Now, with all this in mind, you will definitely blow a couple of dozens of chips and bridges before you will be in the neighbourhood of a good stable and reproducable solution. In any case you most probably will need to disable mixed driving modes.
It might be wiser to leave this effort to the new chip designers working for very rich companies and buy a 75$ industrial controller that can handle 6A steppers with many extra's on top of that.

The company that builds a single chip controller in SMT that can handle 6 or 8 amps with extra features will be in a good shape. But do they want to do that? It will surely decimate a part of the existing multi billion dollar turnover industrial control market...

dimidevos:
The company that builds a single chip controller in SMT that can handle 6 or 8 amps with extra features will be in a good shape.

Can't be done as a single chip. That's why it isn't. Discete power MOSFETs have metal on both sides of the
chip to carry the current (which flows vertically), and the substrate is the drain. So on a single chip you can
only have high power MOSFETs which share a common drain, not a full H-bridge. The typical DMOS devices
in an integrated H-bridge must use lateral current flow, and the best I've seen are around 200milliohm on-resistance, two orders of magnitude greater than discrete MOSFETs can achieve.

You sometimes see packages with multiple chips, such as the VNH3SP30, which is one way round the
issue.

Thanks for the info MarkT.

ST Micro has the POWERSTEP01TR combined chip package for that reason. And CHEAP with that! They have separate MOSFET H-Bridge chips of 15mOhms in there, separated from the great L6480 controler core.
That thing handles 10 amps without extra heatsinking but needs an SPI interface (no sweat with the Arduino SPI library I guess).

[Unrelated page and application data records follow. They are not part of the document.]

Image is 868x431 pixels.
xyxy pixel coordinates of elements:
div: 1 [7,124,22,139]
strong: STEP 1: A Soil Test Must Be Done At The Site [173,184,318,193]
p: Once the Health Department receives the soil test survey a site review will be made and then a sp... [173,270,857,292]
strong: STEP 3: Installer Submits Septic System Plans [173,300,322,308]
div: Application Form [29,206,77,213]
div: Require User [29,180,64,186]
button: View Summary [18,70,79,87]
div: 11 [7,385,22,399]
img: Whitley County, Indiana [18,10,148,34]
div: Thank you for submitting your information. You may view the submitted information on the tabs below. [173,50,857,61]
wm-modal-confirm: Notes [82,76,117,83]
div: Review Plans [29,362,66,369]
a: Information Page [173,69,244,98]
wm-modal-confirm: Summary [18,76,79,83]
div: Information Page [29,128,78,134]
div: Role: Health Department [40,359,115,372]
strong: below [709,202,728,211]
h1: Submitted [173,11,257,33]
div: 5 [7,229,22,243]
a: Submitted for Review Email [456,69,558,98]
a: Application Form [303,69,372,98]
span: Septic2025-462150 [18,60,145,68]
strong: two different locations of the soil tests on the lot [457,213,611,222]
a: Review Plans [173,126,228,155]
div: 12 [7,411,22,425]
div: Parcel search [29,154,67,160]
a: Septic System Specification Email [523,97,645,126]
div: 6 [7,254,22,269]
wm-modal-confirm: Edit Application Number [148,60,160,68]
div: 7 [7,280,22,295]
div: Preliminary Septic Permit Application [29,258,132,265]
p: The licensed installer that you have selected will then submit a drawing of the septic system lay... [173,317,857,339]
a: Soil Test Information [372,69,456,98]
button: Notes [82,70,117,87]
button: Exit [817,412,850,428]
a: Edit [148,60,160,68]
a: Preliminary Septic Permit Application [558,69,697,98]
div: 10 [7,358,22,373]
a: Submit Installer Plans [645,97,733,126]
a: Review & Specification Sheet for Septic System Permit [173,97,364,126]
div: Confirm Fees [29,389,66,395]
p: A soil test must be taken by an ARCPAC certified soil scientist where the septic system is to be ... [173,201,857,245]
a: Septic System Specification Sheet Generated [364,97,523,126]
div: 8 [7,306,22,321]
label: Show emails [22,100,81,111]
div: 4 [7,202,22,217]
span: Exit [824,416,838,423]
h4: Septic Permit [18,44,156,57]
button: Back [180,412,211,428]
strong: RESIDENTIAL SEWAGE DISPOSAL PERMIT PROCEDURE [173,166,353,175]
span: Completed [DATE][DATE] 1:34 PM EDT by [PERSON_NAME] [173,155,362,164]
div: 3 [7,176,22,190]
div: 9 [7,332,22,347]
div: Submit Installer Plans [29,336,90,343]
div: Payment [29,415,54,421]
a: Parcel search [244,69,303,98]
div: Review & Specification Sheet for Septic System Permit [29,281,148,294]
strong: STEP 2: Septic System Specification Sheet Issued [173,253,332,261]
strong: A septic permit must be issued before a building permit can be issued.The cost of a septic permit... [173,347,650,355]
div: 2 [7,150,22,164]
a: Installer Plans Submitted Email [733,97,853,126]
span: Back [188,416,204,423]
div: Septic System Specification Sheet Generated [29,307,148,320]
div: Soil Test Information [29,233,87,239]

I'm playing around now with a L6480 and two H-bridges from Fairchild. Wondering if the L6480 provides enough dynamical drive current to parallel those bridges. That would up the current handling from 8A to 16A or 24A...
Guess I will have to build it first and see if everything survives...
The controller handles up to 85V motor voltage so with he right H-Bridges it would handle the kW region...
Now for safety and European compliance to the LVD (Low Voltage Directive) I would never use it higher than 60V.

More than enough for any decent CNC work at a fraction of industrial controller cost.

How does that compare to the DRV8711 BoosterPack for price?